More trial than error, seems like, [ Goodnight chuckles, finally looking up. ] Seein' as you're not pushin' up a patch of daisies.
[ Whatever unease or transparency he feels (preoccupied though he's been, he'd have had to be deaf, dumb, and blind not to catch what Faraday was getting at on the makeshift range), there's none on his features, the lines of his face lending themselves to amusement rather than those briefly-seen sharp edges of panic. A reminder, really, of the price paid for infamy, for getting away where thousands of other men had met their deaths. (For getting away despite being on the wrong side of the war.)
In truth, he's not sure how to make that reconciliation, either. He means what he says to Chisolm, later β I've become everything I despise β but it's his cross to bear. No one, not even Billy, can walk through the fire in his place.
Setting his gun aside, he gestures for Faraday to join him by the fire. Whatever soul-searching he's come out here to do can wait. Not that he'd ever admit to it, anyway. ]
How'd ol' Chisolm find you, then?
[ A beat, as he produces a flask from his jacket pocket, the fleur de lis matching the pins on his coat. ]
Horne, I heard of, and Vasquez's got himself that pretty little warrant, but youβ you're a man of mystery, Mr. Faraday.
no subject
[ Whatever unease or transparency he feels (preoccupied though he's been, he'd have had to be deaf, dumb, and blind not to catch what Faraday was getting at on the makeshift range), there's none on his features, the lines of his face lending themselves to amusement rather than those briefly-seen sharp edges of panic. A reminder, really, of the price paid for infamy, for getting away where thousands of other men had met their deaths. (For getting away despite being on the wrong side of the war.)
In truth, he's not sure how to make that reconciliation, either. He means what he says to Chisolm, later β I've become everything I despise β but it's his cross to bear. No one, not even Billy, can walk through the fire in his place.
Setting his gun aside, he gestures for Faraday to join him by the fire. Whatever soul-searching he's come out here to do can wait. Not that he'd ever admit to it, anyway. ]
How'd ol' Chisolm find you, then?
[ A beat, as he produces a flask from his jacket pocket, the fleur de lis matching the pins on his coat. ]
Horne, I heard of, and Vasquez's got himself that pretty little warrant, but youβ you're a man of mystery, Mr. Faraday.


- [Exercise]: Each entry, as given, must be output unchanged.

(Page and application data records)
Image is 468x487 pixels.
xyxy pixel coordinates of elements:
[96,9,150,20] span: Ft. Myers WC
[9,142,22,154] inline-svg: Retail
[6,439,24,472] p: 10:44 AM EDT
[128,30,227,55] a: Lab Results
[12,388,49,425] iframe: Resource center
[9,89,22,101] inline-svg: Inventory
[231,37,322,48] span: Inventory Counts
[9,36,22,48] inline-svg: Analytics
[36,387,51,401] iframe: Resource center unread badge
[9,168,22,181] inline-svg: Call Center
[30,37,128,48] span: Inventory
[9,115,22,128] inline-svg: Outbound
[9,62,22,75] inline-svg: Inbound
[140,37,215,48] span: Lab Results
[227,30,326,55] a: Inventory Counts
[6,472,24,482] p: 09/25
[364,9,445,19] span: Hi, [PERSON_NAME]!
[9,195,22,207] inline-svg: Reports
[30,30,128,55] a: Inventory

- [Task result]:
Image is 468x487 pixels.
xyxy pixel coordinates of elements:
[96,9,150,20] span: Ft. Myers WC
[9,142,22,154] inline-svg: Retail
[6,439,24,472] p: 10:44 AM EDT
[128,30,227,55] a: Lab Results
[12,388,49,425] iframe: Resource center
[9,89,22,101] inline-svg: Inventory
[231,37,322,48] span: Inventory Counts
[9,36,22,48] inline-svg: Analytics
[36,387,51,401] iframe: Resource center unread badge
[9,168,22,181] inline-svg: Call Center
[30,37,128,48] span: Inventory
[9,115,22,128] inline-svg: Outbound
[9,62,22,75] inline-svg: Inbound
[140,37,215,48] span: Lab Results
[227,30,326,55] a: Inventory Counts
[6,472,24,482] p: 09/25
[364,9,445,19] span: Hi, [PERSON_NAME]!
[9,195,22,207] inline-svg: Reports
[30,30,128,55] a: Inventory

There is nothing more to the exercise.